Afghanistan and Defeat
Love is blind. That idiom came up in a dinner conversation with friends several days ago. We were discussing the ongoing mess in Afghanistan in the context of American exceptionalism. One of our dinner companions posited that the idiom applies to too many Americans when we think about our country. He said that love is when you recognize the faults of another but choose to love them anyway; it is not blind but discerning and all the more meaningful because of that recognition.
Commodore Stephen Decatur gave a toast at a celebratory dinner after his victory over the Barbary pirates in 1816. He said, “Our country - In her intercourse with foreign nations may she always be in the right and always successful, right or wrong.” That was paraphrased into the more jingoistic conclusion “...but our country, right or wrong.” But Carl Schurz, a Union general during the Civil War and later a U.S. Senator made the conclusion “...if right, to be kept right, and if wrong, to be set right.” I think Schurz’s ending is the most fitting, because nothing is perfect, including the United States of America.
As Heather Cox Richardson noted two days ago,
The Framers had quite explicitly organized the United States not on the principles of religion or tradition, but rather on the principles of the Enlightenment: the idea that, by applying knowledge and reasoning to the natural world, men could figure out the best way to order society. Someone excluded from access to education could not participate in that national project. Instead, that person was read out of society, doomed to be controlled by leaders who marshaled religion and propaganda to defend their dominance.
We are a nation built on an idea. It is easy to stray off that road when ideology takes the
stage. The Biden administration will bear a share of the blame for Afghanistan, of course. But instead of Monday morning quarterbacking, the real questions we need to ask are why were we in Afghanistan in the first place? I fully remember the fall of 2001. I was the TF Surgeon for Joint Task Force Civil Support at then Joint Forces Command. I remember the shock, the anguish, and the pure anger that suffused America. The terrorists who piloted those planes into the towers of the World Trade Center, the Pentagon, and a field in Pennsylvania were trained in Afghanistan. We were going to remove them as a threat and we did. But we did not have a “then what” plan. Iraq supervened and decisions were made to go to war to make Iraq and Afghanistan democracies.
The love of our country blinded many of us. The history of Russia and Great Britain vying over Afghanistan in the 19th century was… forgotten. Great Britain lost a war in Afghanistan in the 1840s. The attempt by the USSR to change Afghanistan was… forgotten (as well as the fact that the United States armed the mujahideen in the 1980s in their fight with the Soviet Union). The USSR left Afghanistan with its tail between its legs and then collapsed. And now it was our turn.
Afghanistan is a society that is not and never has been a democracy. Built on intense rivalry between tribes, with cultural, religious, familial, and linguistic barriers separating Afghans who live over the next mountain range, it was not amenable to the Enlightenment idea upon which America was built. Yes, we spent trillions of dollars, sustained deaths and casualties and inflicted many more deaths and casualties on the Afghans -- and we lost. That is a simple fact. On August 20 in The Washington Post, Dan Berschinski, a retired Army infantry officer who lost both legs to an IED in 2009 summed up what was already apparent to him in 2009:
I saw early warning signs as a U.S. Army infantry platoon leader on my first mission in Kandahar in 2009. In my very first conversation with a local, a shopkeeper told me: “Lieutenant, I met the previous American lieutenant 12 months prior, I will meet another American lieutenant in 12 months when you leave.” He did not like the Taliban, the shopkeeper told me, but it would be in Afghanistan long after I would — and so he had no choice but to deal with it.
The Afghan shopkeeper was wise -- he knew that Westerners had come and gone in the past and that this iteration would be no different. His wisdom came from what he knew about his country in his soul that Americans did not.
So, the finger-pointing has begun and will go on for a long time. But politicians of both parties bear the blame and the game to hang it all onto Biden is simply ridiculous. As always, it will take time for history to sort this out. The real need is to restore American democracy to the ideals articulated by the Founding Fathers. We have many faults. Our job is to recognize and right them as Carl Schurz noted 150 years ago.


Task directions: Each of the entries below should be written out exactly as it reads.

Segment Open

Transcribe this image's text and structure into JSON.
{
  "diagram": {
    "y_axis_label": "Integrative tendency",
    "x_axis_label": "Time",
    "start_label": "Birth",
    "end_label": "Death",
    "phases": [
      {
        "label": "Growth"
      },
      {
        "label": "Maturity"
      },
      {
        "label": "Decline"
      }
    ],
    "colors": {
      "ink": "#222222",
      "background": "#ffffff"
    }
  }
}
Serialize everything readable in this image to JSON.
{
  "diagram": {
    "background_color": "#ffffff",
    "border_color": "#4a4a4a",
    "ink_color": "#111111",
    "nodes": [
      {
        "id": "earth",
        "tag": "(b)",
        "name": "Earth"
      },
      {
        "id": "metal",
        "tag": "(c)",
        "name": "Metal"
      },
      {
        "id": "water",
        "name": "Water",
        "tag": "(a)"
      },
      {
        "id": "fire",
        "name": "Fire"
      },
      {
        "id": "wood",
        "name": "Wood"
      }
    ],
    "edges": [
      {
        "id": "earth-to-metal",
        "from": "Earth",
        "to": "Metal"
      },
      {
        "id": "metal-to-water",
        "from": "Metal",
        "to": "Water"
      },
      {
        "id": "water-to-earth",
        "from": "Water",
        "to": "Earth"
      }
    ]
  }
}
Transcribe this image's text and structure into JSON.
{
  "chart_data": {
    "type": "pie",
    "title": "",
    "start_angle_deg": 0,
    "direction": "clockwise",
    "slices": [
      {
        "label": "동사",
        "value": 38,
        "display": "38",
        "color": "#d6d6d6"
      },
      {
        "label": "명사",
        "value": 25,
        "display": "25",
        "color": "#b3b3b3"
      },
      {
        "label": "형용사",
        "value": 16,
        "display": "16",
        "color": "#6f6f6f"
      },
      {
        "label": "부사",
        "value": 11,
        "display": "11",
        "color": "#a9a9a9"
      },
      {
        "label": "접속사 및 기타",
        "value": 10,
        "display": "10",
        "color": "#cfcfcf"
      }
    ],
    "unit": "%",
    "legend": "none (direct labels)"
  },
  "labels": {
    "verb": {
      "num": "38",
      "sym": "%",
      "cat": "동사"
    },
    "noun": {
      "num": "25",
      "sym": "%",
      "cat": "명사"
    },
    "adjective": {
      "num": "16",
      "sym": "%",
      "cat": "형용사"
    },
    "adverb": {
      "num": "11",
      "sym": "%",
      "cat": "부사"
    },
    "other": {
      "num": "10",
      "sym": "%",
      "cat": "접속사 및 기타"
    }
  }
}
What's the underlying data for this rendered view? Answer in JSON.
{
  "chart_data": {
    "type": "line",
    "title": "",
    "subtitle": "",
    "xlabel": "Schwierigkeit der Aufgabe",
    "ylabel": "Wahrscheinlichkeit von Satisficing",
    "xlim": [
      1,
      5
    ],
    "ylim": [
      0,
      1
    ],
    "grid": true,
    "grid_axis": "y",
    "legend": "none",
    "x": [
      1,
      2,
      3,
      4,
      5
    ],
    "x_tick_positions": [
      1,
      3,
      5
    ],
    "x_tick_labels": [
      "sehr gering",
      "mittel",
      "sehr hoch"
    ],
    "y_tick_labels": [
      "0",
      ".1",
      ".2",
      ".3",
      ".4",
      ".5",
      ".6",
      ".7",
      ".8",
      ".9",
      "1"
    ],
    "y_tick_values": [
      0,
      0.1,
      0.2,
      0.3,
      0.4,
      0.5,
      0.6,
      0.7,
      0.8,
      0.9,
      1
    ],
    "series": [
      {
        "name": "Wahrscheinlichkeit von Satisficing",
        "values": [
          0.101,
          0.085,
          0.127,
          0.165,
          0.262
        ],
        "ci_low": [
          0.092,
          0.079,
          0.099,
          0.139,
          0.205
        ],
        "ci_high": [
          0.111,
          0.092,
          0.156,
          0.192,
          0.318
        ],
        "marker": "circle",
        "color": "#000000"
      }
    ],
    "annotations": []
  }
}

Segment Closed

Exercise response:
Transcribe this image's text and structure into JSON.
{
  "diagram": {
    "y_axis_label": "Integrative tendency",
    "x_axis_label": "Time",
    "start_label": "Birth",
    "end_label": "Death",
    "phases": [
      {
        "label": "Growth"
      },
      {
        "label": "Maturity"
      },
      {
        "label": "Decline"
      }
    ],
    "colors": {
      "ink": "#222222",
      "background": "#ffffff"
    }
  }
}
Serialize everything readable in this image to JSON.
{
  "diagram": {
    "background_color": "#ffffff",
    "border_color": "#4a4a4a",
    "ink_color": "#111111",
    "nodes": [
      {
        "id": "earth",
        "tag": "(b)",
        "name": "Earth"
      },
      {
        "id": "metal",
        "tag": "(c)",
        "name": "Metal"
      },
      {
        "id": "water",
        "name": "Water",
        "tag": "(a)"
      },
      {
        "id": "fire",
        "name": "Fire"
      },
      {
        "id": "wood",
        "name": "Wood"
      }
    ],
    "edges": [
      {
        "id": "earth-to-metal",
        "from": "Earth",
        "to": "Metal"
      },
      {
        "id": "metal-to-water",
        "from": "Metal",
        "to": "Water"
      },
      {
        "id": "water-to-earth",
        "from": "Water",
        "to": "Earth"
      }
    ]
  }
}
Transcribe this image's text and structure into JSON.
{
  "chart_data": {
    "type": "pie",
    "title": "",
    "start_angle_deg": 0,
    "direction": "clockwise",
    "slices": [
      {
        "label": "동사",
        "value": 38,
        "display": "38",
        "color": "#d6d6d6"
      },
      {
        "label": "명사",
        "value": 25,
        "display": "25",
        "color": "#b3b3b3"
      },
      {
        "label": "형용사",
        "value": 16,
        "display": "16",
        "color": "#6f6f6f"
      },
      {
        "label": "부사",
        "value": 11,
        "display": "11",
        "color": "#a9a9a9"
      },
      {
        "label": "접속사 및 기타",
        "value": 10,
        "display": "10",
        "color": "#cfcfcf"
      }
    ],
    "unit": "%",
    "legend": "none (direct labels)"
  },
  "labels": {
    "verb": {
      "num": "38",
      "sym": "%",
      "cat": "동사"
    },
    "noun": {
      "num": "25",
      "sym": "%",
      "cat": "명사"
    },
    "adjective": {
      "num": "16",
      "sym": "%",
      "cat": "형용사"
    },
    "adverb": {
      "num": "11",
      "sym": "%",
      "cat": "부사"
    },
    "other": {
      "num": "10",
      "sym": "%",
      "cat": "접속사 및 기타"
    }
  }
}
What's the underlying data for this rendered view? Answer in JSON.
{
  "chart_data": {
    "type": "line",
    "title": "",
    "subtitle": "",
    "xlabel": "Schwierigkeit der Aufgabe",
    "ylabel": "Wahrscheinlichkeit von Satisficing",
    "xlim": [
      1,
      5
    ],
    "ylim": [
      0,
      1
    ],
    "grid": true,
    "grid_axis": "y",
    "legend": "none",
    "x": [
      1,
      2,
      3,
      4,
      5
    ],
    "x_tick_positions": [
      1,
      3,
      5
    ],
    "x_tick_labels": [
      "sehr gering",
      "mittel",
      "sehr hoch"
    ],
    "y_tick_labels": [
      "0",
      ".1",
      ".2",
      ".3",
      ".4",
      ".5",
      ".6",
      ".7",
      ".8",
      ".9",
      "1"
    ],
    "y_tick_values": [
      0,
      0.1,
      0.2,
      0.3,
      0.4,
      0.5,
      0.6,
      0.7,
      0.8,
      0.9,
      1
    ],
    "series": [
      {
        "name": "Wahrscheinlichkeit von Satisficing",
        "values": [
          0.101,
          0.085,
          0.127,
          0.165,
          0.262
        ],
        "ci_low": [
          0.092,
          0.079,
          0.099,
          0.139,
          0.205
        ],
        "ci_high": [
          0.111,
          0.092,
          0.156,
          0.192,
          0.318
        ],
        "marker": "circle",
        "color": "#000000"
      }
    ],
    "annotations": []
  }
}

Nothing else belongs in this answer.